Wiki
Production ML Project Checklist
Archive-backed checklist for a production ML portfolio project that proves reproducible training, tracked experiments, registry handoff, deployment, monitoring, and rollback criteria.
Related Wiki Pages
Definition
A production ML project proves that a model can move through a repeatable lifecycle. The portfolio should show training and evaluation. It should also show artifact promotion and deployment. It should also show logging, monitoring, and a rule for rollback or retraining.
Use this checklist with Machine Learning Portfolio Projects when the target role is MLOps, ML platforms, or machine learning engineering.
Simon Stiebellehner gives the core lifecycle in Building Production ML Platforms. He moves from training and evaluation at 21:03 to experiment tracking at 29:41. At 30:32, he adds the model registry.
At 31:15, he separates batch and online deployment. At 42:48 and 54:15, metadata and lineage appear with prediction APIs and logging.
Common Definition
Guests treat production ML as an operating loop, not a model score. The loop starts with a business decision and a baseline. It records code and data. It also records parameters and dependencies.
The loop then promotes an artifact. After deployment, it watches service health and input quality, plus prediction behavior and downstream outcomes.
Maria Vechtomova gives the pragmatic standard in Pragmatic and Standardized MLOps. At 18:41 and 22:23, she puts Git and CI/CD in the essential stack. Artifact storage and registries belong there too. Documentation and reproducibility matter, and code quality plus testing matter as well. At 33:24, she moves notebook logic into packages and CI/CD.
Raphael Hoogvliets adds the reproducibility layer in MLOps at Scale. At 39:06, he covers CI and repository structure. He also covers parameterization and tests. At 42:31, he covers data versioning and traceability. He also covers experiment capture.
Guest Differences
For Simon, the platform path turns an experiment into a registered artifact and then into a served model.
Maria’s standardization view supports a lightweight portfolio stack when the lifecycle is clear. The project shouldn’t hide weak delivery behind a large tool list.
Danny Leybzon starts with monitoring. In MLOps Architect Guide, he connects model monitoring to upstream ETL and data pipeline causes at 27:35.
Lina Weichbrodt starts with business value and incident readiness. In Human-Centered MLOps and Model Monitoring, she covers business KPIs at 4:50 and incident prep at 24:34. She covers postmortems at 27:14 and live test sets at 29:23. Feature drift appears at 46:28.
Reproducible Training
The project should record the code version and parameters. It should also record dependency versions, data reference, saved artifact, and run command. Keep configuration separate from code.
That evidence connects to Reproducibility. A simple data snapshot or hash can be enough, and a manifest also works when it lets another person rerun the training job.
Registry And Deployment
Track at least one baseline run and one improved run. Each run should store the dataset reference, parameters, metric values, and artifact path. Keep failure notes too. Then promote one artifact with a registry record.
Nemanja Radojkovic makes the lightweight version acceptable in MLOps in Finance. At 35:57, he describes a simple interim registry. The record still needs model version and data version. It also needs the environment, evaluation result, approval state, and deployment target.
Show either batch scoring or online serving. Batch scoring can write predictions to a table, while online serving can be a small API. The project should include input validation, output schema, logs, and one fallback rule.
Ben Wilson argues for simple, maintainable systems in Practical Machine Learning Engineering for Production. At 6:50 and 8:49, he emphasizes modular and testable code. At 57:38, he describes production ML capstones with tests and monitoring. He also includes A/B testing and CI/CD.
Monitoring And Features
Monitoring should cover service health, input quality, and prediction distributions. It should also cover business outcomes and name upstream causes that could break the model.
Danny links production failures to upstream data pipelines and profiling at 27:35-31:50. Lina adds input shifts and unit changes at 46:28-49:28. She also adds feature drift, logging, and reproducibility. Use Evaluation for metric choices.
Feature-heavy projects should address training-serving consistency. They should also address feature validation, ownership, and drift, plus served-feature logs. Willem Pienaar grounds that in Feature Stores, where he covers feature responsibilities and validation. He also covers ownership and governance.
Related Pages
Use these pages to follow the lifecycle pieces.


Only lines containing "Search" belong in the answer, each copied from the entries below.

App and web page records
/---
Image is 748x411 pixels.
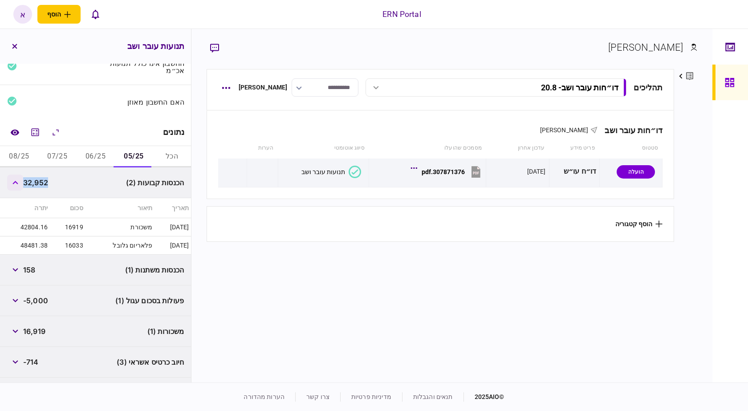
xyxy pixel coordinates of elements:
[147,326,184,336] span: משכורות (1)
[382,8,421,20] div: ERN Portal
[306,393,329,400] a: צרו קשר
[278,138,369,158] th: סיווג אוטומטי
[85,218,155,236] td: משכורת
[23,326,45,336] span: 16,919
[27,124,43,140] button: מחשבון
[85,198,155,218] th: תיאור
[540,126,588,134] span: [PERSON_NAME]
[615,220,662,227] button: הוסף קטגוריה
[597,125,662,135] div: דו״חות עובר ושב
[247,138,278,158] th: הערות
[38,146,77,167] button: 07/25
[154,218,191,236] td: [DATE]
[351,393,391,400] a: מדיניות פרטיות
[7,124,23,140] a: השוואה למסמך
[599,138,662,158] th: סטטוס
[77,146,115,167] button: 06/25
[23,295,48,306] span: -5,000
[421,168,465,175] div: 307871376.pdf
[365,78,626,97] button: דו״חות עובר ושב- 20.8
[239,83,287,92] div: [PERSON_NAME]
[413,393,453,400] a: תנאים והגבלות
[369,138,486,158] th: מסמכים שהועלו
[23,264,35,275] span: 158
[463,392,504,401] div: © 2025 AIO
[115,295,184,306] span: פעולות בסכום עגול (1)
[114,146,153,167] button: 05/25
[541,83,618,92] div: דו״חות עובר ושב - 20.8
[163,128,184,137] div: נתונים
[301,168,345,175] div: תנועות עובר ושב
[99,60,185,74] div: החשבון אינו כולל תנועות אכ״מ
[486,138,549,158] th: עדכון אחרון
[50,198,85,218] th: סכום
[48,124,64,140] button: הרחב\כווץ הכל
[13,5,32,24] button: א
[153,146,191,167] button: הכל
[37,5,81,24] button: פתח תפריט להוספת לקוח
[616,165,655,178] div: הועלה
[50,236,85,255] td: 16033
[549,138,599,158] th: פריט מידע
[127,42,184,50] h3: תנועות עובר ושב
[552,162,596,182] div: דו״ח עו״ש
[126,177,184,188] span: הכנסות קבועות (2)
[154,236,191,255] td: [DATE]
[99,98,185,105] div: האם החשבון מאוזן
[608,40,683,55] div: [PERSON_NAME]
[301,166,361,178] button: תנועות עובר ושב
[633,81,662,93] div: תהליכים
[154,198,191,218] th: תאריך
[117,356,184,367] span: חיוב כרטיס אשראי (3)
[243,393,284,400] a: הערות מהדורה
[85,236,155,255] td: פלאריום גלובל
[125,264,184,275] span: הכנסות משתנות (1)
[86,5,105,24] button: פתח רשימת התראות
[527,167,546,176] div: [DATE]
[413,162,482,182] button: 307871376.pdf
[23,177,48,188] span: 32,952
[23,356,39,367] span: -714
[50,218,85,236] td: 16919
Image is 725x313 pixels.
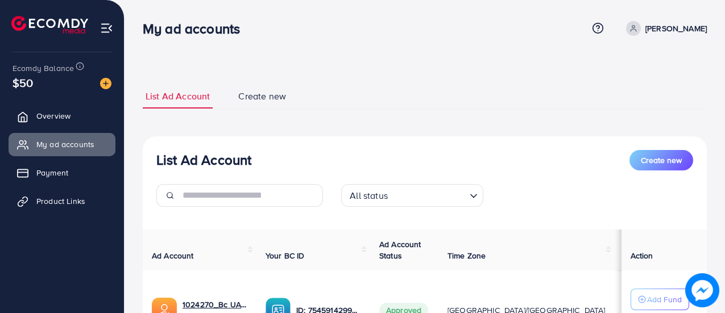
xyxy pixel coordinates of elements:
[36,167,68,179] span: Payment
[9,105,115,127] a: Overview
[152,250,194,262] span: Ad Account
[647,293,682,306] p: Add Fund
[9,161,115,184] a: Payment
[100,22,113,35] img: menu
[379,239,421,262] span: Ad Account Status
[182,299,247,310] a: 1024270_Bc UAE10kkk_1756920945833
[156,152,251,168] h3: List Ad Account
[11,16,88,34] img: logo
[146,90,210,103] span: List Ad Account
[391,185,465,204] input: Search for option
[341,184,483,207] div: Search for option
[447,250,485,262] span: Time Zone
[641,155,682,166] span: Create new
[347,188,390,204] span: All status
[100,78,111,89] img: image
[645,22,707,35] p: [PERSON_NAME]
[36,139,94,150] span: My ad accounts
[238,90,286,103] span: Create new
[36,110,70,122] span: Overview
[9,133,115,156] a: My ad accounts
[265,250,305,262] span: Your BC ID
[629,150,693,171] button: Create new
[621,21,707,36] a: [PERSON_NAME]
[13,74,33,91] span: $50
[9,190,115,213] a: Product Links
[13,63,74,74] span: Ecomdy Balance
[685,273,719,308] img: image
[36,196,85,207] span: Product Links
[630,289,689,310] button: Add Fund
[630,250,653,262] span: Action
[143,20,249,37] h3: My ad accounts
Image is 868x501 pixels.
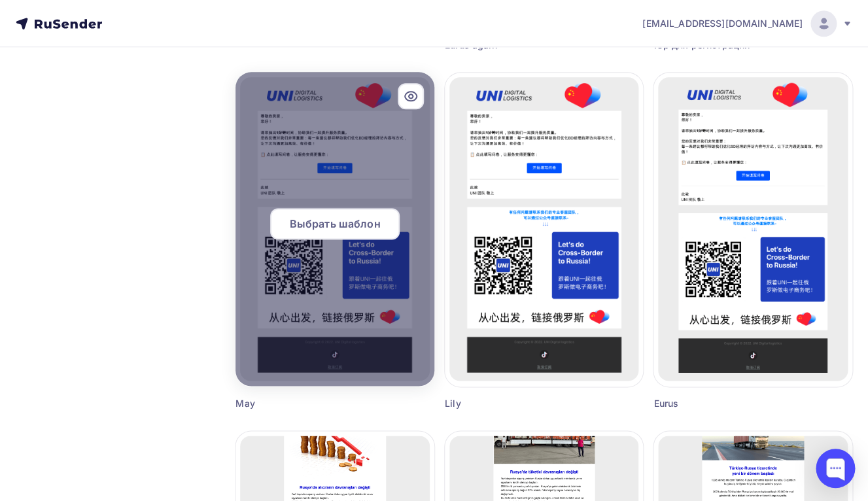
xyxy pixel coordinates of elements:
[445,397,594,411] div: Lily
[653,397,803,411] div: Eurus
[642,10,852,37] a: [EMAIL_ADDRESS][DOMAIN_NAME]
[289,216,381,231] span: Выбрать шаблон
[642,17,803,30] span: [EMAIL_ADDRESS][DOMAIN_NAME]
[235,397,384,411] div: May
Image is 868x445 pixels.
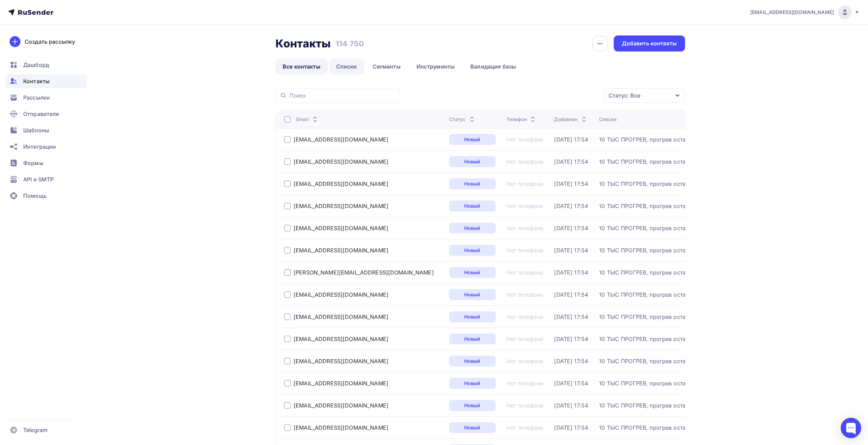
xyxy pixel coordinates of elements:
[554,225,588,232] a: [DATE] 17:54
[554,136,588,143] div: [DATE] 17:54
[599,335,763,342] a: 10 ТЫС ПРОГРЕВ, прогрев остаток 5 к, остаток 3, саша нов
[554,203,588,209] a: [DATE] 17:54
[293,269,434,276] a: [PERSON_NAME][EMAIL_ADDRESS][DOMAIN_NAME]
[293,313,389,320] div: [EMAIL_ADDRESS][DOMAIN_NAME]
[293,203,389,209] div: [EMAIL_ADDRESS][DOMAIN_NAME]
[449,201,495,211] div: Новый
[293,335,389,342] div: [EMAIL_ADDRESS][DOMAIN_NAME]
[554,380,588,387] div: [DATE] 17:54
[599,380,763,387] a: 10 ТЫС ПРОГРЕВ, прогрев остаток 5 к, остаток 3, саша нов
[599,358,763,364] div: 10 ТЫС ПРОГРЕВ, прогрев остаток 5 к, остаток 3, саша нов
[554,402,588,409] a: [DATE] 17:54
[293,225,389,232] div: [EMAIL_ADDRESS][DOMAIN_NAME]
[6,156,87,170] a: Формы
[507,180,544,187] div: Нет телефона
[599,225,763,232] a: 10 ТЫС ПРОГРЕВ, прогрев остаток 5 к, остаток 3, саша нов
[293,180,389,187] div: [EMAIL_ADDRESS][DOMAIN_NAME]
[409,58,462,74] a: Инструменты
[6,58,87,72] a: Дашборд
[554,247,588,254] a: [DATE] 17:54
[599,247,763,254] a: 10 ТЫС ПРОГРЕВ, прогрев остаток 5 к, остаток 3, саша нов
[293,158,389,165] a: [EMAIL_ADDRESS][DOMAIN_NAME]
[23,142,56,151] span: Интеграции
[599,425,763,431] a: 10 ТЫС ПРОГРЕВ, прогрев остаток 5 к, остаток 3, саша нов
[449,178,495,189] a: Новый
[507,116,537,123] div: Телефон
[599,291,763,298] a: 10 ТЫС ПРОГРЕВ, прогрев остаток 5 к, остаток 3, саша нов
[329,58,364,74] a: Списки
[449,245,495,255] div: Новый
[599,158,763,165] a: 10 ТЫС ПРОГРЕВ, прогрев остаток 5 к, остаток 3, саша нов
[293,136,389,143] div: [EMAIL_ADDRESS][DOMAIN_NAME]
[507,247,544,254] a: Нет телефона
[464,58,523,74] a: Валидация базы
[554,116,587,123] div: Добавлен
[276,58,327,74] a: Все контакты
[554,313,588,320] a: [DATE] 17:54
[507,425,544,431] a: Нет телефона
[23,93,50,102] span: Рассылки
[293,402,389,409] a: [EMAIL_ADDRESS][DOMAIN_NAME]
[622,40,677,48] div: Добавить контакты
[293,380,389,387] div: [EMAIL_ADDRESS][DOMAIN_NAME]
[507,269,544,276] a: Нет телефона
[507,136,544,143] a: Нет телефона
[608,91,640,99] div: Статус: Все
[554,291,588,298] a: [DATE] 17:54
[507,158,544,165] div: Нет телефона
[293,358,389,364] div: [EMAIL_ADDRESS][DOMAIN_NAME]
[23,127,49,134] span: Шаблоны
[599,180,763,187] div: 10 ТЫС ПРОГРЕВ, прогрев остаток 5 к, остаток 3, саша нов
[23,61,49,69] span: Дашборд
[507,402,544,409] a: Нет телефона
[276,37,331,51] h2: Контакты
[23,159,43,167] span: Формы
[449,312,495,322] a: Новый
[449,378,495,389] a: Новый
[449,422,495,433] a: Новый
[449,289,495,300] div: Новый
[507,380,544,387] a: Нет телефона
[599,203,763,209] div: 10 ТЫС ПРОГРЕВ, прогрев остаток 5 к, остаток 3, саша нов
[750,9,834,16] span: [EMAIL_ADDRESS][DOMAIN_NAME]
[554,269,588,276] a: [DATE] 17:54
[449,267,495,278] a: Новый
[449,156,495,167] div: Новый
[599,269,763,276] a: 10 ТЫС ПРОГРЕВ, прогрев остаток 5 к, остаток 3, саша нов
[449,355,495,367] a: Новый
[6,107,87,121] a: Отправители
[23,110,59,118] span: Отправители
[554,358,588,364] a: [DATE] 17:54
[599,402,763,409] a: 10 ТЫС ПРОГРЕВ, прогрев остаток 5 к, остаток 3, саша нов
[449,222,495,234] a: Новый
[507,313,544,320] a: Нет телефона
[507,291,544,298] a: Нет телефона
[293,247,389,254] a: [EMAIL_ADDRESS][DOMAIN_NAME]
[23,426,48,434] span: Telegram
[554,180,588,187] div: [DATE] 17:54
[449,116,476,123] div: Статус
\---
WRITTEN ANSWER
[391,185,465,204] input: Search for option
[341,184,483,207] div: Search for option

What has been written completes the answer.